The truck climbed a rise and the village came into full view. It was a scene of chaos, with men, women, and children scrambling in every direction, seeking cover where none was to be had. Turning, he tapped the gunner on the shoulder. The machine gun roared to life, spraying the square in disciplined bursts as gunners from the other pickups opened fire. Bodies dropped to the ground. Entire walls of shops and offices disintegrated and collapsed. A house caught fire.
In his free hand, Sultan Haq clutched a Remington long-barrel sniper rifle pried from the fingers of the enemy. It was a fine and accurate weapon with a polished maple stock and the words “Barnes” and “USMC” carved into the butt. It fired only a single round, but a single round was enough. As a boy, he’d hunted bighorn sheep in the rugged mountains of Kunar Province in the north. He knew how to shoot.
He signaled for his truck to slow and, raising the rifle to his eye, found a target, a young man running up the hillside clutching a woman’s hand. He closed his finger around the trigger. The rifle kicked pleasurably. The young man fell to the ground. Pleased, Haq shouted for the driver to accelerate.
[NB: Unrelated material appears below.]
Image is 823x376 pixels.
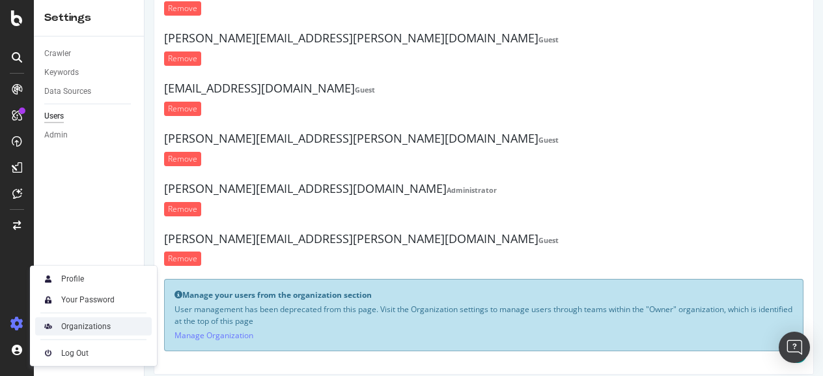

The truck mounted a final hillock and barreled into the village.
An elderly mullah ran in front of the truck, waving his arms furiously. “Stop!” he shouted.
Haq halted alongside the man and jumped to the ground. “This village is now under my control,” he said. “You will follow the dictates of Abdul Haq and the Haq clan.”
The elder nodded abjectly, tears rolling down his wrinkled cheeks. “I surrender.”
Haq raised an arm. “Cease fire!”
He waited as his soldiers shepherded the townsfolk toward a water fountain at the center of the bazaar. When they arrived, he ordered the elder to his knees. The old man complied. Haq put the barrel of his rifle to his head and shot him.
Stepping away from the body, he removed a list of names from his pocket. “Where is Abdullah Masri?” he called.
There was no answer. He aimed his rifle at a weak man with an insufficient growth of facial hair and shot him dead. Then he repeated the question. A stout man emerged from a store that had been selling DVDs of Western movies and Japanese television sets.
“You are Masri?” asked Haq.
The man nodded.
Haq took his time slipping a bullet into the rifle, then shot the man in the head.
“Where is Muhammad Fawzi?”
One by one, Sultan Haq called out the names of the village’s leaders. He executed the schoolteacher and the grocer. He executed a homosexual and a woman suspected of adultery. For months he had been spying on the town, readying for this moment.
There was one last thing to do.
Climbing into the cab of his pickup, he pointed to a large whitewashed building that housed the village school. Like most of the buildings in the region, it was built with stone and mud. The driver positioned the truck’s tail at the front of the school. A second truck came alongside. Moving backward, then forward, then backward again, the trucks battered the wall until it collapsed. Then they moved to the next wall and did the same, until the school was no more.